Guest Blog: Colette Nataf is the CEO and Co-Founder at Lightning AI. Previously, Colette was a User Acquisition Manager at MileIQ. After the company was acquired by Microsoft, she managed the Demand Generation team at Intercom. Colette, is now helping marketers scale their businesses through Facebook, Google AdWords, and other channels.
Mobile marketers can learn a lot from tried and true strategies of email marketers. A common tactic is to send onboarding nurture emails to users of a new product or service. The disadvantage which email marketers experience is that there is nearly always a segment of people who don’t open emails, therefore not seeing the information you sent.
On the other hand, people are always going to see your mobile ads. They have to scroll past them on Facebook or watch a video to keep playing a game. 100% of the people who you serve an ad to are going to see it.
Email isn’t enough anymore.
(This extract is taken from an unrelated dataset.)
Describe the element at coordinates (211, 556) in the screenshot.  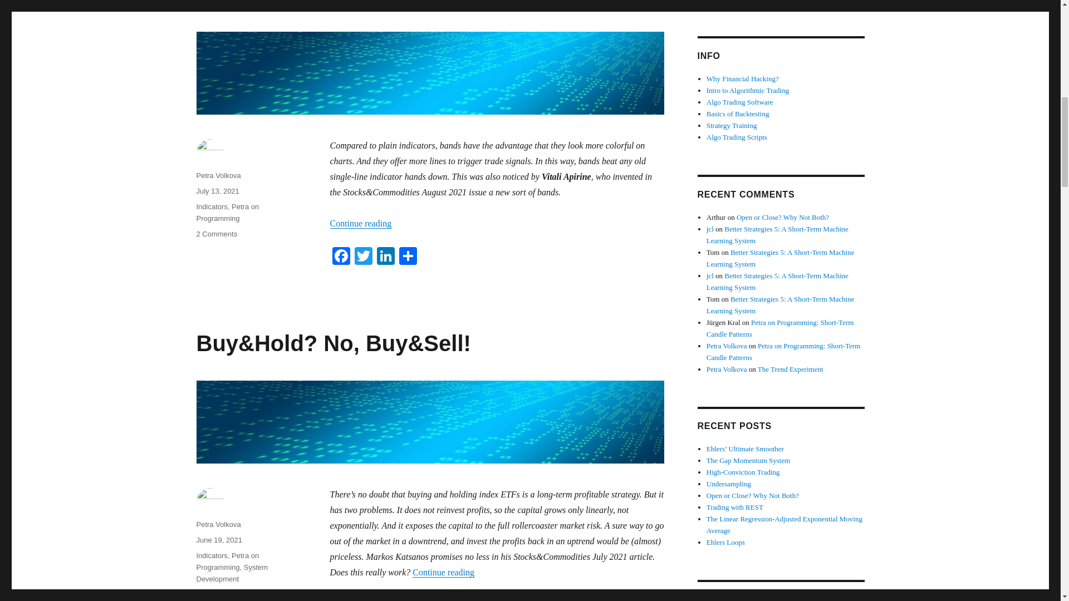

We need to start using a coordinated strategy for mobile nurture campaigns – one with a 100% view rate every single day.
If you sign up for a product from one of my customers, you’re going to get emails, push notifications AND mobile retargeting ads that all show you the exact same message. Whether it’s about how to get started using the product, how to invite a friend, how to customize options, or anything else – you’re going to see consistent messaging all over the internet.
The first customer I implemented this with was Drift, a communication app for sales teams to reach out to inbound leads. When your brand focuses on messaging, it’s pretty important to get that right in everything you write. It also meant that they had a killer set of nurture emails already in place.
The first step was tracking – making sure we could measure different steps within the mobile product itself. For Drift, steps included installing the app, writing a message, sending a message, connecting an integration platform, and so many more. We set up event markers through Facebook Analytics for each of these stages, as well as others, and segmented them by time. We ended up with more than 100 individual event and time combinations structured as different segments in our advertising channels.
The second step was to actually build mobile ads that corresponded to each of these groups. This included building ads for users who have engaged with the platform, but not yet installed the app:
And a different set of ads for users who haven’t created campaigns:
And even more ads for new features as they come online:
Drift is a B2B SaaS company with relevance scores on Facebook that are consistently above 8 out of 10. They have ridiculously high engagement rates, and it’s not just because their creative has high contrast colors. By spending time thinking about your user flow holistically versus just thinking about email, push and paid as three completely different channels, your business will win.
I know the other side of this argument – the cost factor. Yes, mobile ads are not free. But when you find the right mixture of creative, targeting and placement, you’ll end up paying less than 1 penny per ad view in the US. Not too big of a dent in the budget for most companies.
We’re moving out of the world of email as the only way to retarget. You want to interact with your users where they actually spend time, no matter where that is. And the only way you’ll always find them is through mobile ads.